Six Ways to Drive an Editor CRAZY
Famed editor Maxwell Perkins once remarked that “style” is nothing more than one author’s decision to misuse the rules of grammar. My former agent once said, “There’s a fine line between ‘style’ and sounding like a moron” (much like this fine line, I suppose).
What I often say is, you have to obey the rules before you can break them. If there’s one place for obeying the rules, it’s in an author proposal.
The first step in getting a book published (by a publisher other than yourself) is submitting a query letter to an editor or agent. The letter is a three-paragraph pitch that introduces you, tells what your project is about, and explains why you are qualified to write it. If the editor is interested, she may ask for a formal proposal that goes into more detail about the work. It’s very easy to tank the project at this point, even if you have a killer plot or subject in mind, because your grammar trips all over itself. Editors are grammar sticklers—go figure.
Per that same agent, here are six common errors in author proposals that drive editors crazy:
- Novelists who overuse exclamation marks–as though the period key didn’t exist!
- “Writers” who seem to believe that all “emphasized” words belong in quotation marks. You know—“quotation marks.” Here’s an “idea”: cut it out.
- Your/you’re; its/it’s; there/their/they’re. We’ve talked about this.
- Ewe can knot relay on you’re spell chequer to catch everything. On the other hand, don’t ignore it either.
- Repetitive paragraphs. The agent suggests that you “print out a copy of your proposal or manuscript and look it over. If the first word of every paragraph is the same, you need to go back and change it. (Unless the first word of every paragraph is ‘I,’ in which case you need to be slapped by the person sitting next to you, then go back and change it.)”
- Dangling parentheses. That is, failing to include the close parenthesis (like this. It leaves editors dangling. And fuming.) (True confession: I do it all the time.
If you don’t make any of these mistakes, well . . . maybe you should write a book proposal.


What you will do:
Your task is to copy every line of the records below that contains "Merchandise".

Task data START

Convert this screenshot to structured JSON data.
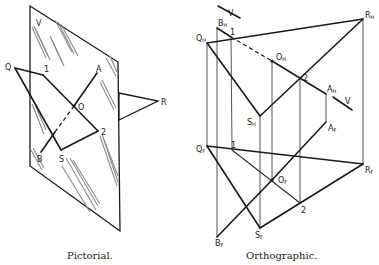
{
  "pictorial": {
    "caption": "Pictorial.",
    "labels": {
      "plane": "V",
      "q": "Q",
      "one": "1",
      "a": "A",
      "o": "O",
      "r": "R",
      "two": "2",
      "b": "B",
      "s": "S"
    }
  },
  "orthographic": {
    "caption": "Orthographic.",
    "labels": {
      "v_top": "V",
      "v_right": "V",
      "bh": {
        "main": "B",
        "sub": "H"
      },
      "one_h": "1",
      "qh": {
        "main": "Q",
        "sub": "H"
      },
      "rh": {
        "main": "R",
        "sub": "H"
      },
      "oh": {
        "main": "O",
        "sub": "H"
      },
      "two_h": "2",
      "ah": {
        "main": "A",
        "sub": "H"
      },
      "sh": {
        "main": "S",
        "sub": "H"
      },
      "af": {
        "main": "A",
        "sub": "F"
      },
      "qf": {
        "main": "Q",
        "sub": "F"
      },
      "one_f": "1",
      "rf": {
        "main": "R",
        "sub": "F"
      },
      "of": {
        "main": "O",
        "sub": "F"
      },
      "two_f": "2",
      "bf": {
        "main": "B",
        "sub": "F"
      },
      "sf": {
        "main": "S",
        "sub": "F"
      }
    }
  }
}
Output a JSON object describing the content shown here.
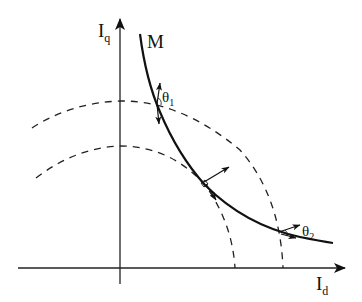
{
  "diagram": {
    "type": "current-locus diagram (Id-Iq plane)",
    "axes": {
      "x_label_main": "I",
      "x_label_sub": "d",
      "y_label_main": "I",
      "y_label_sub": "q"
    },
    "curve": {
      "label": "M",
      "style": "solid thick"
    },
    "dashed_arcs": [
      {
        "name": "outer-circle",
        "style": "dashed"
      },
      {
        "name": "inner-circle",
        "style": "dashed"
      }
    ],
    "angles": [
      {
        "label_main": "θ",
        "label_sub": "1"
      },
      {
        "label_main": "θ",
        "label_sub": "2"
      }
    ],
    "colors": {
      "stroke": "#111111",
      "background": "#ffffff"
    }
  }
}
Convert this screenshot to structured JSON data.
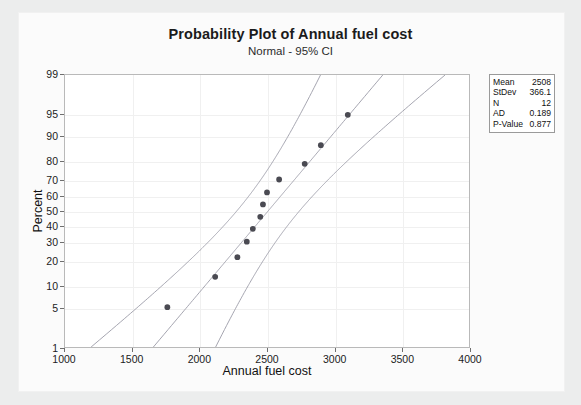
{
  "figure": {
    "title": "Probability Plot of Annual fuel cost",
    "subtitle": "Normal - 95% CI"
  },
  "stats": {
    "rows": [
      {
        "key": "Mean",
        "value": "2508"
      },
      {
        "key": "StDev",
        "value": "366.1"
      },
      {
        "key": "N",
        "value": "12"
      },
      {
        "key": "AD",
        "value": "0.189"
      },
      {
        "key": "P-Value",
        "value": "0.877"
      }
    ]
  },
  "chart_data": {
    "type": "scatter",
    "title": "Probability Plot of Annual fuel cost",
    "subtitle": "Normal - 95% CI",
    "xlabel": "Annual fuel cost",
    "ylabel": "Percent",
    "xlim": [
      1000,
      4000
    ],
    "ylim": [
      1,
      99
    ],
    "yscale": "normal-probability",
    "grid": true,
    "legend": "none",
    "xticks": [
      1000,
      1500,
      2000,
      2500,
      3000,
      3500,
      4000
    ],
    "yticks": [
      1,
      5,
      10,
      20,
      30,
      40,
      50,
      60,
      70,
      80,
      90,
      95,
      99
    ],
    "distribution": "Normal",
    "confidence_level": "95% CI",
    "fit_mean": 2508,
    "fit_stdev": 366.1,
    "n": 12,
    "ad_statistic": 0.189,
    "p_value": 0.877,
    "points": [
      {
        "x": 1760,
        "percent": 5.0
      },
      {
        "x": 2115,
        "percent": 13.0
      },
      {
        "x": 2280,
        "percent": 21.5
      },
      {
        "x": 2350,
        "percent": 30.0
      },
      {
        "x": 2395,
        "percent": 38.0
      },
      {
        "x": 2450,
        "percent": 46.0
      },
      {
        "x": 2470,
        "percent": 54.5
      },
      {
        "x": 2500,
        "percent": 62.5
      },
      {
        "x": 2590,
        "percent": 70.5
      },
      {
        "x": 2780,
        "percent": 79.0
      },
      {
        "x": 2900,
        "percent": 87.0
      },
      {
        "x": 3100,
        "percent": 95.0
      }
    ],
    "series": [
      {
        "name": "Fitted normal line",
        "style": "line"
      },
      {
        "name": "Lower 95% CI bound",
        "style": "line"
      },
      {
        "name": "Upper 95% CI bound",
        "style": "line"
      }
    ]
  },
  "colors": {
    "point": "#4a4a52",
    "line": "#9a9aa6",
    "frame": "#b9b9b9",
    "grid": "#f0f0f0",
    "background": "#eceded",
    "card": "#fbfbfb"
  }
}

Task data END
Task data START

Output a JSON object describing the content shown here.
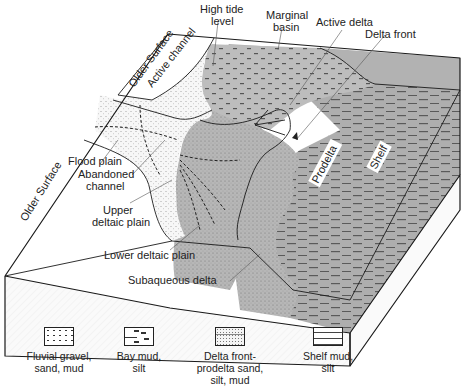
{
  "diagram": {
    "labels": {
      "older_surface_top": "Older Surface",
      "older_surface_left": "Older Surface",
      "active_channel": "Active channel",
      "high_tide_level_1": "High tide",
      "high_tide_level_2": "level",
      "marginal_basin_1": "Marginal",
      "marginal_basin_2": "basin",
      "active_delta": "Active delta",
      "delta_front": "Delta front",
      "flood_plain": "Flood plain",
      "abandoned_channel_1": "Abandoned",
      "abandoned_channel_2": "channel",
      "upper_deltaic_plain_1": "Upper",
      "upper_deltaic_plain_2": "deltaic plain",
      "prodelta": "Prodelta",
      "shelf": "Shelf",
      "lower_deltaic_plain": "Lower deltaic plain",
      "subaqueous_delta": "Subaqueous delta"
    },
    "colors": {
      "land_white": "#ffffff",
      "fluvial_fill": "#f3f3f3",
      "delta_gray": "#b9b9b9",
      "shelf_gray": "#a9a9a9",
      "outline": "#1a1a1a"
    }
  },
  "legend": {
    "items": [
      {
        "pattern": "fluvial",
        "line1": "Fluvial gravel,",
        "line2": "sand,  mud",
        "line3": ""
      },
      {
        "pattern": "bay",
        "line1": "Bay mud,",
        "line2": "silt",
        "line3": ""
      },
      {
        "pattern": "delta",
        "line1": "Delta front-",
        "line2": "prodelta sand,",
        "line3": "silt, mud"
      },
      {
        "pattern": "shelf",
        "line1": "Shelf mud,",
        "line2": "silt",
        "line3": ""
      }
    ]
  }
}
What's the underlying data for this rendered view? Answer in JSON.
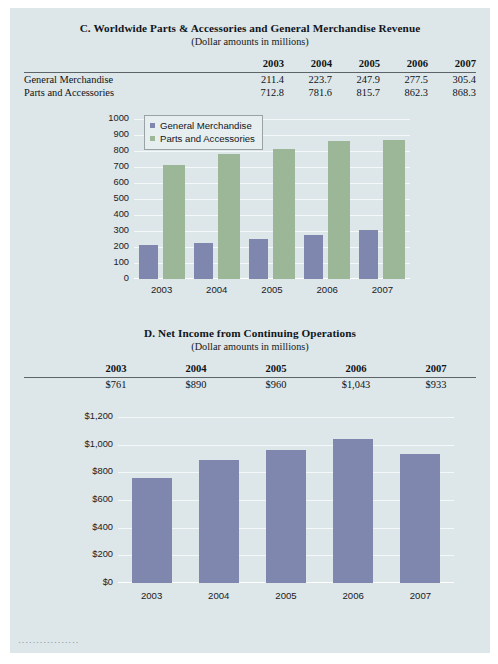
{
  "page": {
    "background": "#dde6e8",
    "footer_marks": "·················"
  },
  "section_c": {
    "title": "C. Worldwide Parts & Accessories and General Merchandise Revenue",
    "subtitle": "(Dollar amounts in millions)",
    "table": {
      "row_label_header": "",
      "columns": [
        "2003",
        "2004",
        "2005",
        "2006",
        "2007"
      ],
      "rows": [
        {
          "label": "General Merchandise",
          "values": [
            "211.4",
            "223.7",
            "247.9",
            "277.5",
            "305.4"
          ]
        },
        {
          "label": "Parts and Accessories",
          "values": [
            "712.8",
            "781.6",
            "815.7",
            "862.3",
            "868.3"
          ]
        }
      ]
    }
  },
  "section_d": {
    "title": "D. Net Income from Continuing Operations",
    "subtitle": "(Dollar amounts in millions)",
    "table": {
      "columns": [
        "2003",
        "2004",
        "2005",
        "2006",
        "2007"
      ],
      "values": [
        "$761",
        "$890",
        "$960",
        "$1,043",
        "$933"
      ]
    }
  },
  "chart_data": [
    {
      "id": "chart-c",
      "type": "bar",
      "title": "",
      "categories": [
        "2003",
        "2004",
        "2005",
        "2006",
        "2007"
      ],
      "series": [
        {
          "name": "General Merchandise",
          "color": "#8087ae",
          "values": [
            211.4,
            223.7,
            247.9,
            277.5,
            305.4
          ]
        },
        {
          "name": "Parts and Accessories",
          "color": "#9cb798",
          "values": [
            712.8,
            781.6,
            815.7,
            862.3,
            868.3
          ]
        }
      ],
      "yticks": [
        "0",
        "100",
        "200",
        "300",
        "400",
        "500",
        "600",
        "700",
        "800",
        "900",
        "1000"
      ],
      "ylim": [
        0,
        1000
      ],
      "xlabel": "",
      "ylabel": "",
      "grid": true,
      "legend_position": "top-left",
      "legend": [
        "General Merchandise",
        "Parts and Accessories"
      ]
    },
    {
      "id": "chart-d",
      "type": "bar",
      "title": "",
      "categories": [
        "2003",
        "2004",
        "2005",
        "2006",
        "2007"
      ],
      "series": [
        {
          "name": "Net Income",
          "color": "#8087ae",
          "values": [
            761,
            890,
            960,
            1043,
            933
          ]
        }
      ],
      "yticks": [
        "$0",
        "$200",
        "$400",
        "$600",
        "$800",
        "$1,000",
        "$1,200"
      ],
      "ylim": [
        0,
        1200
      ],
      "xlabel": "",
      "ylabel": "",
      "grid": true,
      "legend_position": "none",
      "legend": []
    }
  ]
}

Task data END

The completed task:
    "title": "C. Worldwide Parts & Accessories and General Merchandise Revenue",
          "label": "General Merchandise",
          "name": "General Merchandise",
        "General Merchandise",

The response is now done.